Republicans fear the devastating revelations about their failure to see al-Qaeda as an imminent threat before the 11 September terrorist attacks have seriously dented President George Bush's election campaign.

"New Tax Ideas from John Kerry"

Juriaan Bendien

Sitting here in wintry Amsterdam, it looks to me the US tweedle-dee
tweedle-dum elections are really about nothing very much yet, the main
reason being that the federal government is heavily in the hock, and really
cannot deliver very much to voters, except through a radical restructuring
of federal operations, but this is a politically highly charged issue, which
cannot really be tackled before the votes are cast.

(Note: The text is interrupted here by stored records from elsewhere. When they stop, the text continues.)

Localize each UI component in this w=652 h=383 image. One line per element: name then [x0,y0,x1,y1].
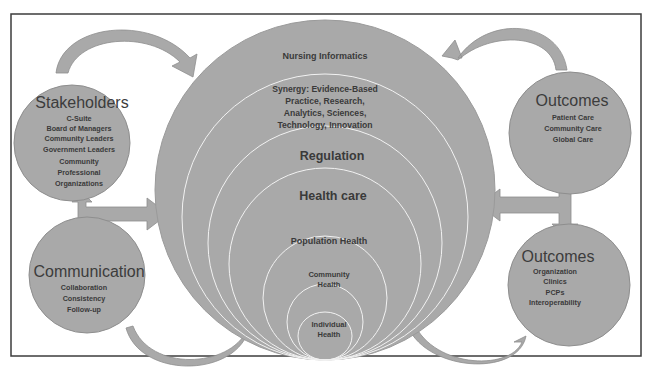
stakeholders-item: Board of Managers [46,124,111,133]
nursing-informatics-diagram: Nursing Informatics Synergy: Evidence-Ba… [0,0,652,383]
outcomes-top-item: Patient Care [552,113,594,122]
nursing-informatics-title: Nursing Informatics [282,51,367,61]
outcomes-bottom-item: PCPs [546,288,565,297]
outcomes-top-circle [509,72,631,194]
synergy-line-2: Practice, Research, [285,96,364,106]
population-health-label: Population Health [291,236,368,246]
regulation-label: Regulation [300,149,365,163]
communication-title: Communication [33,263,144,280]
synergy-line-4: Technology, Innovation [277,120,372,130]
individual-health-line-1: Individual [311,320,346,329]
outcomes-top-title: Outcomes [536,92,609,109]
stakeholders-item: Community Leaders [44,134,113,143]
stakeholders-item: Professional [57,168,100,177]
communication-item: Follow-up [67,305,102,314]
communication-item: Consistency [63,294,106,303]
community-health-line-2: Health [318,280,341,289]
stakeholders-item: Organizations [55,179,103,188]
health-care-label: Health care [299,189,366,203]
outcomes-bottom-circle [508,224,630,346]
outcomes-bottom-item: Interoperability [529,298,581,307]
community-health-line-1: Community [308,270,350,279]
stakeholders-item: Government Leaders [43,145,115,154]
communication-item: Collaboration [61,283,107,292]
outcomes-bottom-item: Organization [533,267,577,276]
outcomes-bottom-title: Outcomes [522,248,595,265]
stakeholders-item: C-Suite [66,114,91,123]
stakeholders-title: Stakeholders [35,94,128,111]
outcomes-top-item: Global Care [553,135,593,144]
outcomes-top-item: Community Care [544,124,602,133]
synergy-line-3: Analytics, Sciences, [284,108,367,118]
synergy-line-1: Synergy: Evidence-Based [272,84,378,94]
stakeholders-item: Community [59,157,99,166]
outcomes-bottom-item: Clinics [543,277,567,286]
individual-health-line-2: Health [318,330,341,339]
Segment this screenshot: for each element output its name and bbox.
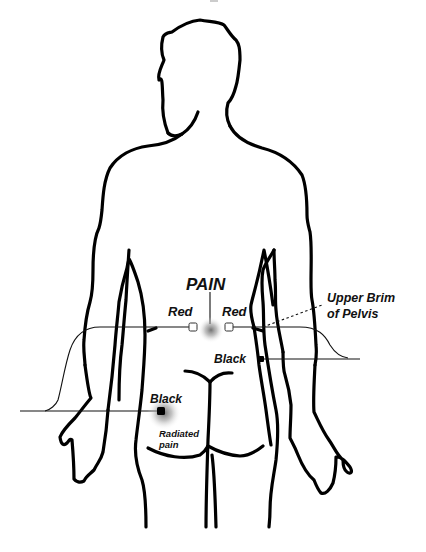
black-right-label: Black — [214, 352, 247, 366]
right-torso-line — [254, 327, 271, 445]
right-arm-inner-edge — [274, 250, 283, 352]
red-right-wire — [233, 327, 348, 358]
radiated-pain-label-line2: pain — [158, 439, 179, 450]
head-outline — [159, 20, 240, 133]
top-mark — [210, 0, 218, 2]
back-pain-electrode-diagram: PAIN Red Red Upper Brim of Pelvis Black … — [0, 0, 426, 552]
radiated-pain-label-line1: Radiated — [159, 428, 199, 439]
pain-glow-center — [198, 317, 224, 343]
buttocks-top-left — [185, 371, 210, 382]
left-flank-peak — [119, 250, 129, 400]
left-pelvis-tick — [148, 328, 156, 331]
red-left-label: Red — [168, 304, 194, 319]
red-right-label: Red — [222, 304, 248, 319]
buttock-right-crease — [208, 446, 263, 456]
upper-brim-label-line1: Upper Brim — [327, 291, 395, 305]
right-leg-inner — [212, 455, 216, 527]
upper-brim-label-line2: of Pelvis — [327, 307, 378, 321]
electrode-red-left — [189, 323, 197, 331]
gluteal-cleft — [206, 382, 210, 527]
electrode-black-right — [258, 356, 264, 362]
left-arm-outline — [60, 365, 108, 482]
buttocks-top-right — [210, 373, 232, 382]
right-arm-outline — [283, 352, 351, 493]
pain-label: PAIN — [186, 275, 226, 294]
torso-right-outline — [230, 126, 316, 365]
electrode-black-left — [157, 407, 165, 415]
torso-left-outline — [84, 134, 182, 365]
electrode-red-right — [225, 323, 233, 331]
jaw-line — [168, 112, 198, 136]
black-left-label: Black — [150, 392, 183, 406]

This is the problem of politics in the age of futures economics: you have to
build confidence in what you will do in the future, before you can even know
what you will have to do in the future This helps explain the political
commercials trying to convince voters that the election is really about
something else instead, such as terrorism possibilities which might or could
exist.

Anonymous Comrade writes:

"Kerry vs. Kerry-Lite
Stephen Gowans

Some advice to politically Left Americans. Most of you will cast a vote for John Kerry in November. There's not much doubt about it. And the reason you'll be backing Kerry is (a) you assume nothing could be worse than Bush, (b) the Democrats must be marginally better, because.well, because they're Democrats, (c) pressuring elites doesn't seem to be working and you can't think of anything else to do to stop "Bush's" drive to war, and (d) all those people who keep warning you about lesser evilism, can't seem to come up with anything better. So Kerry's your man. Oh sure, some of you admire Kucinich. Others even think well of Nader. But you know Kerry's going to be your go-to-guy come November.

mobiustrip44 writes:

"Homage to Castilla: 'Appeasement' in Spain"
Julian Sanchez, Reason Magazine


The bodies were barely cold from the attacks of "11-M" in Madrid, the ballots from Sunday's national election barely counted, but American pundits were already competing furiously to heap insult upon injury. The unexpected victory of the Partido Socialista Obrero Español (PSOE) over the more conservative Partido Popular (PP), which had backed the war in Iraq, was widely and roundly denounced as a clear case of capitulation to terror.

Anonymous Comrade writes:

"Noam Chomsky, "Kerry Over Nader"

Matthew Tempest, Guardian

[Excerpts from an interview published on March 16, 2004.]

On Iraq

There's a lot of focus on the American death toll but personally I think that's partly propaganda exaggeration. Polls have demonstrated time and time again that Americans are willing to accept a high death toll -- although they don't like it, they're willing to accept it -- if they think it's a just cause.